The All Progressives Congress (APC) has reportedly settled on a new national chairman, with Professor Nentawe Yilwatda emerging as the consensus nominee to lead the ruling party.
Yilwatda, the current Minister of Humanitarian Affairs and a former Resident Electoral Commissioner in Independent National Electoral Commission(INEC), will replace Abdullahi Umar Ganduje, who recently resigned from the position citing health concerns.
It was gathered that his emergence followed a late-night meeting between President Bola Tinubu and governors elected on the platform of the APC in Abuja.
The party’s National Executive Committee (NEC) is expected to ratify his appointment at a meeting scheduled for later today(Thursday).
The 56-year-old former don, hails from Plateau State and was the APC’s gubernatorial candidate in the state during the 2023 general elections.
His nomination aligns with the party’s zoning arrangement, which allocated the national chairmanship to the North-Central geopolitical zone comprising Benue, Kwara, Kogi, Nasarawa, Niger, and Plateau states.
Multiple party insiders said his Christian faith also worked in his favour. With both the President and Vice President being Muslims, APC leaders reportedly reasoned that appointing a Christian chairman would help the party project inclusivity and appeal more broadly to voters of other faiths.
“He is young, suave, well-educated, and doesn’t carry the usual political baggage.
“We believe he can give the party a new face and restore credibility ahead of future elections,” a senior party official told PREMIUM TIMES.
Yilwatda comes with a blend of academic, bureaucratic, and political experience. Before venturing into politics, he was an engineering lecturer at the Federal University of Agriculture, Makurdi.
He also served as a REC for INEC from 2017 to 2021, overseeing elections in Benue, Anambra, Osun, Rivers, and Cross River states.
In December 2021, he resigned abruptly from INEC and returned to Plateau State, where he joined the APC and quickly rose to become its governorship candidate. Although he lost the election to the candidate of the Peoples Democratic Party (PDP), President Tinubu later named him Minister of Humanitarian Affairs.
His selection as APC chairman signals an apparent shift in strategy for the ruling party, which has in recent years faced growing criticism over internal divisions, declining popularity in some regions, and leadership instability.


_TASK:_
Pick up at the line with "Given this 1024px". Write it out exactly, along with each later line through the end of the data, and nothing more.

_Data items:_
Start of Block

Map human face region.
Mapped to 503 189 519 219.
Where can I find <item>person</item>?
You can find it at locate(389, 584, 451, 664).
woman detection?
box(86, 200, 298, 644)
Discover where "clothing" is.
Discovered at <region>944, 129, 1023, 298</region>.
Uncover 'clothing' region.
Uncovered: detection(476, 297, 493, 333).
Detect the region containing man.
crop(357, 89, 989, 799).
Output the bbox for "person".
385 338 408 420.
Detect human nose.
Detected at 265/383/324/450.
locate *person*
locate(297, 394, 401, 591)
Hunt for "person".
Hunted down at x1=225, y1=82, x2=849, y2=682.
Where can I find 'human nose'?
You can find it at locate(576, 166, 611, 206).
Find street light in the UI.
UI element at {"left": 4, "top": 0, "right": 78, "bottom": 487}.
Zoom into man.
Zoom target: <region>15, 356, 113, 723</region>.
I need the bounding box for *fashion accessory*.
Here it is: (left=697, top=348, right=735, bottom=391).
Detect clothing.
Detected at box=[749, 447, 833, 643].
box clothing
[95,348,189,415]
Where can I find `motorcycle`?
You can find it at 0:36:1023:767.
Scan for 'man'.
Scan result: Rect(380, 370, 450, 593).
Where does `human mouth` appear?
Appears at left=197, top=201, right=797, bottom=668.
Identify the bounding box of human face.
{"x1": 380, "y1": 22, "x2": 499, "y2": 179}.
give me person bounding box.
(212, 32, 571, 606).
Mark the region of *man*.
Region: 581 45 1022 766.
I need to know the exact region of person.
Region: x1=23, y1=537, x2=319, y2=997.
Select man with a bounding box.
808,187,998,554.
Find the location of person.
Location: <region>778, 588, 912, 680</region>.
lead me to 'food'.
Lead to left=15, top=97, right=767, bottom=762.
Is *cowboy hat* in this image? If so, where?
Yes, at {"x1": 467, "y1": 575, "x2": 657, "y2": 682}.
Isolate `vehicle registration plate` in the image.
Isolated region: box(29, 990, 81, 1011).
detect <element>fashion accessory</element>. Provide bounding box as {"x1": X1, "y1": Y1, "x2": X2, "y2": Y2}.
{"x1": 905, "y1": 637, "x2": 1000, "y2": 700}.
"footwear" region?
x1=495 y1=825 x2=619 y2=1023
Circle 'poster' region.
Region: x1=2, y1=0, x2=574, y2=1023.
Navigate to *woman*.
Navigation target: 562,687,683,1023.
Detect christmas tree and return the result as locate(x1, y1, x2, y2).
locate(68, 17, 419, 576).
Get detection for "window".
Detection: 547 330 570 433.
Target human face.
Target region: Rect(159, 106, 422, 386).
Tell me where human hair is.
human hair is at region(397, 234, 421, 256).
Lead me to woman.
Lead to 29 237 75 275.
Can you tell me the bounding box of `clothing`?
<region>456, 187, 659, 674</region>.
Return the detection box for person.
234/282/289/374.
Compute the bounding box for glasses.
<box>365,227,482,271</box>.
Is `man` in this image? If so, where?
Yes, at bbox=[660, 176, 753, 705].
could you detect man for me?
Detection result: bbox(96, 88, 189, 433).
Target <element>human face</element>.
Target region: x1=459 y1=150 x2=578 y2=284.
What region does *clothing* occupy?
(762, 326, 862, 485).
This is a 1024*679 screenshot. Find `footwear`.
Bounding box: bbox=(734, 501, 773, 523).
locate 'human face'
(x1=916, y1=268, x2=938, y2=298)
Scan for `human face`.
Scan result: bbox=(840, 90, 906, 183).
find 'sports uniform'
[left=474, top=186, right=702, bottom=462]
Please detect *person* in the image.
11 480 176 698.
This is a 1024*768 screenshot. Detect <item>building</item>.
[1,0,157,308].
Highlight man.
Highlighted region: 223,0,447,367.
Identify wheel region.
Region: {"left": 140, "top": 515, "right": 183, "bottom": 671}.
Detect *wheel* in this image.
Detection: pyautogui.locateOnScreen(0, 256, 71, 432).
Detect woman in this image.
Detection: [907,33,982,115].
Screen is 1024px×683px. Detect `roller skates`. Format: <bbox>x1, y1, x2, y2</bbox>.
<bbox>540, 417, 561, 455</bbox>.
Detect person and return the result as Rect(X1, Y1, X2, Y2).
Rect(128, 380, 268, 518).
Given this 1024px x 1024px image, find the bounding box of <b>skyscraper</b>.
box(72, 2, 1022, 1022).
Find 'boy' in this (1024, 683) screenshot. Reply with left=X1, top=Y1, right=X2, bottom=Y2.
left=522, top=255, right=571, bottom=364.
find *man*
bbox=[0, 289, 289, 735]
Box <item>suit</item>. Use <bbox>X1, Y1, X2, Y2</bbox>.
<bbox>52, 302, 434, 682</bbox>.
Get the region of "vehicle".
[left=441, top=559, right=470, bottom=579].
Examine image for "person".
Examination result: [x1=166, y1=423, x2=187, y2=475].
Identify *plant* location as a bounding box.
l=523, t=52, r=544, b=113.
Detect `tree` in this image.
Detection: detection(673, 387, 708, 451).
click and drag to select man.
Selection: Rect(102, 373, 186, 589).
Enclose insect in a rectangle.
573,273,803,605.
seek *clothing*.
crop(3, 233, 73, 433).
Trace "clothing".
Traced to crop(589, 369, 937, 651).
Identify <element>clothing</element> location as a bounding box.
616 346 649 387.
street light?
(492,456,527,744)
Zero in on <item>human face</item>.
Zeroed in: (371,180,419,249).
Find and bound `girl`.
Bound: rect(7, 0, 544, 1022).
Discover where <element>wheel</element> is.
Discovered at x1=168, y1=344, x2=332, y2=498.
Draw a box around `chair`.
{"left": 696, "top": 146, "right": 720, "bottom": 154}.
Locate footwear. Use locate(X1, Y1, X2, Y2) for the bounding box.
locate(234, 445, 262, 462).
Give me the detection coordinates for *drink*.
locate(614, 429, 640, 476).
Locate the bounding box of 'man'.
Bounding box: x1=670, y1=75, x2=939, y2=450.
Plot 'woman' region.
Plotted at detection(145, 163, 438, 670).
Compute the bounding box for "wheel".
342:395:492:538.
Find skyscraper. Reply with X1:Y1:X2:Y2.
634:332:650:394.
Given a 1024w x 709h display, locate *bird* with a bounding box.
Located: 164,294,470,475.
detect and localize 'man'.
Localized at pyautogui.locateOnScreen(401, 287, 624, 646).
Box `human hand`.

End of Block

_ANSWER TO THIS PROBLEM:_
Given this 1024px x 1024px image, find the bounding box of <b>skyscraper</b>.
box(72, 2, 1022, 1022).
Find 'boy' in this (1024, 683) screenshot. Reply with left=X1, top=Y1, right=X2, bottom=Y2.
left=522, top=255, right=571, bottom=364.
find *man*
bbox=[0, 289, 289, 735]
Box <item>suit</item>. Use <bbox>X1, Y1, X2, Y2</bbox>.
<bbox>52, 302, 434, 682</bbox>.
Get the region of "vehicle".
[left=441, top=559, right=470, bottom=579].
Examine image for "person".
Examination result: [x1=166, y1=423, x2=187, y2=475].
Identify *plant* location as a bounding box.
l=523, t=52, r=544, b=113.
Detect `tree` in this image.
Detection: detection(673, 387, 708, 451).
click and drag to select man.
Selection: Rect(102, 373, 186, 589).
Enclose insect in a rectangle.
573,273,803,605.
seek *clothing*.
crop(3, 233, 73, 433).
Trace "clothing".
Traced to crop(589, 369, 937, 651).
Identify <element>clothing</element> location as a bounding box.
616 346 649 387.
street light?
(492,456,527,744)
Zero in on <item>human face</item>.
Zeroed in: (371,180,419,249).
Find and bound `girl`.
Bound: rect(7, 0, 544, 1022).
Discover where <element>wheel</element> is.
Discovered at x1=168, y1=344, x2=332, y2=498.
Draw a box around `chair`.
{"left": 696, "top": 146, "right": 720, "bottom": 154}.
Locate footwear. Use locate(X1, Y1, X2, Y2) for the bounding box.
locate(234, 445, 262, 462).
Give me the detection coordinates for *drink*.
locate(614, 429, 640, 476).
Locate the bounding box of 'man'.
Bounding box: x1=670, y1=75, x2=939, y2=450.
Plot 'woman' region.
Plotted at detection(145, 163, 438, 670).
Compute the bounding box for "wheel".
342:395:492:538.
Find skyscraper. Reply with X1:Y1:X2:Y2.
634:332:650:394.
Given a 1024w x 709h display, locate *bird* with a bounding box.
Located: 164,294,470,475.
detect and localize 'man'.
Localized at pyautogui.locateOnScreen(401, 287, 624, 646).
Box `human hand`.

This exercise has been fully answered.